How have you been changed lately by a story? How has your worldview expanded? Have you found grace, compassion, healing, and beauty in what you've read?

One more thing. Do you have a "book blog" or a book review series or some other bookish thing going on in social media that you'd like me to link to? I'm thinking I'd like to pull together one last post of reader recommended resources. You've already been leaving great ideas in comments and FB, I would love to include other resources in that list. No promises about publishing (so much to publish, so little time!) but I think it can pull it together easily as a conclusion to this series.

Filed Under

Part of Series

« Making time to read & Recording what I've read
A mama milkweed guarding her chrysalides »
  • Sarah M

    Sarah M on March 13, 2018, 8:10 p.m.

    I really enjoyed reading this yearly review because it was so different (i.e. "The book I wished I finished") than a typical favorites list. I didn't realize Language of Flowers author had a new one out-- I really enjoyed that as well and I don't read fiction that much. I'm going to track that new one down at the library...bird feathers are more exciting to me than flowers, so I'm looking forward to it.

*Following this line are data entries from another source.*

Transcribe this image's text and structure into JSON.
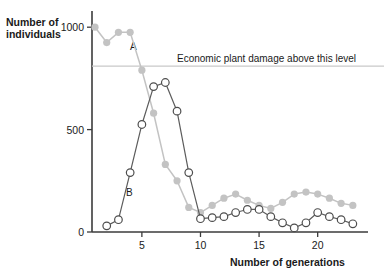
{
  "chart_data": {
    "type": "line",
    "title": "",
    "xlabel": "Number of generations",
    "ylabel": "Number of individuals",
    "xlim": [
      0.2,
      23.8
    ],
    "ylim": [
      0,
      1060
    ],
    "xticks": [
      5,
      10,
      15,
      20
    ],
    "yticks": [
      0,
      500,
      1000
    ],
    "grid": false,
    "legend": "inline-curve-labels",
    "annotations": [
      {
        "name": "economic-threshold",
        "text": "Economic plant damage above this level",
        "type": "hline",
        "y": 810,
        "x_text": 14.5
      },
      {
        "name": "curve-a-label",
        "text": "A",
        "x": 4.1,
        "y": 880
      },
      {
        "name": "curve-b-label",
        "text": "B",
        "x": 5.4,
        "y": 195
      }
    ],
    "series": [
      {
        "name": "A",
        "label": "A",
        "marker": "filled-circle",
        "color": "#c3c3c3",
        "x": [
          1,
          2,
          3,
          4,
          5,
          6,
          7,
          8,
          9,
          10,
          11,
          12,
          13,
          14,
          15,
          16,
          17,
          18,
          19,
          20,
          21,
          22,
          23
        ],
        "values": [
          1000,
          925,
          975,
          975,
          790,
          580,
          330,
          250,
          120,
          95,
          130,
          165,
          185,
          155,
          130,
          115,
          145,
          185,
          195,
          185,
          165,
          140,
          130
        ]
      },
      {
        "name": "B",
        "label": "B",
        "marker": "open-circle",
        "color": "#4d4d4d",
        "x": [
          2,
          3,
          4,
          5,
          6,
          7,
          8,
          9,
          10,
          11,
          12,
          13,
          14,
          15,
          16,
          17,
          18,
          19,
          20,
          21,
          22,
          23
        ],
        "values": [
          30,
          60,
          290,
          525,
          710,
          730,
          590,
          290,
          65,
          70,
          75,
          95,
          110,
          110,
          75,
          45,
          20,
          45,
          95,
          75,
          60,
          40
        ]
      }
    ]
  },
  "axes": {
    "y_title_line1": "Number of",
    "y_title_line2": "individuals",
    "x_title": "Number of generations",
    "y_tick_labels": [
      "1000",
      "500",
      "0"
    ],
    "x_tick_labels": [
      "5",
      "10",
      "15",
      "20"
    ]
  },
  "annotation_labels": {
    "threshold": "Economic plant damage above this level",
    "curve_a": "A",
    "curve_b": "B"
  }
}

    Gift of the Sea, This is How It Always Is, and What Falls From the Sky have all been on my TBR list for at least a year. I'm going to have to shove them up to the top of the list....

    I do a short monthly review but have really gotten out of blogging regularly outside of that in this season of life. I do love to keep track of books on Pinterest though and use my Bookshelf as my TBR 'pile' and my board Books Read for just that. https://www.pinterest.com/ssmast/

    reply

  • gracemarieatx

    gracemarieatx on March 17, 2018, 7:48 p.m.

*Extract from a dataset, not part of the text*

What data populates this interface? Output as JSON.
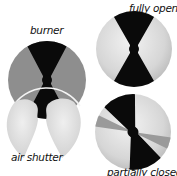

    The book that has been on my mind the most lately is one I read last month, The Comfort Food Diaries by Emily Nunn. I loved it. It's a memoir detailing her own alcoholism, her brother's suicide (I read this actually just two weeks before my own brother's suicide attempt and my family of origin is now supporting him through a stay in rehab), and the twists and turns of her family. She's from southern Virginia and because she's a food writer she wades through how her family relates to each other and to food. She also visits old and new friends and learns about their comfort foods. It's just so thorough and good and warm and sad and engaging. I haven't attempted any of the recipes but I really loved reading it. Highly recommend.

    reply

    • Renee

      Renee on March 19, 2018, 6:31 p.m.

      gracemarieatx, thanks for sharing this.

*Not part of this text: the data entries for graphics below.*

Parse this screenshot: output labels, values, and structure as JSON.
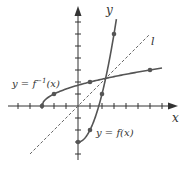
{
  "diagram": {
    "title": "",
    "axes": {
      "x_label": "x",
      "y_label": "y",
      "origin_px": [
        78,
        106
      ],
      "unit_px": 12,
      "x_range": [
        -5,
        7
      ],
      "y_range": [
        -4,
        7
      ]
    },
    "curves": [
      {
        "name": "f",
        "label": "y = f(x)",
        "equation": "x^2 - 3",
        "domain": [
          0,
          3.2
        ],
        "points": [
          [
            0,
            -3
          ],
          [
            1,
            -2
          ],
          [
            2,
            1
          ],
          [
            3,
            6
          ]
        ],
        "color": "#555555"
      },
      {
        "name": "f-inverse",
        "label_prefix": "y = f",
        "label_sup": "−1",
        "label_suffix": "(x)",
        "equation": "sqrt(x + 3)",
        "domain": [
          -3,
          7
        ],
        "points": [
          [
            -3,
            0
          ],
          [
            -2,
            1
          ],
          [
            1,
            2
          ],
          [
            6,
            3
          ]
        ],
        "color": "#555555"
      }
    ],
    "line_l": {
      "label": "l",
      "equation": "y = x",
      "from": [
        -4,
        -4
      ],
      "to": [
        6,
        6
      ],
      "style": "dashed",
      "color": "#666666"
    },
    "colors": {
      "axis": "#333333",
      "curve": "#555555",
      "point": "#555555",
      "text": "#333333"
    }
  }
}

      I have also experienced books coming into my life at opportune moments to help me in periods of crisis.

      My problem with food books is that I tend to feel like a less-than homemaker because I don't relish preparing food myself. it's not my primary love language to my family. And in my insecurity it feels that people who love to cook give their families a great gift. And if I was a better mom I'd be able to give that gift also. And because of my family's quirky/diverse eating preferences, very rarely do I find recipes in stories (these seem to involve heritage/ethnic/comfort foods recipes in general) that I could gather my whole family around. I can't even gather my whole family around foods that I ate growing up or that Damien ate growing up. long story.... meant to just say, thanks for the comment. I appreciate it.

      reply

  • Holly

    Holly on April 12, 2018, 1:21 p.m.

    I always love seeing what others are reading and feeling inspired to add something new to my library list. I'm not a regular book blogger, but I'm a voracious reader, and I share monthly updates on my blog about what I've read lately as well as periodic book shout-outs. I read a hodgepodge of fantasy/sf, historical fiction, memoir (focused on outdoor activities/travel), and anything else that sounds like a compelling story.

    reply

You can subscribe to comments on this article using this form.

If you have already commented on this article, you do not need to do this, as you were automatically subscribed.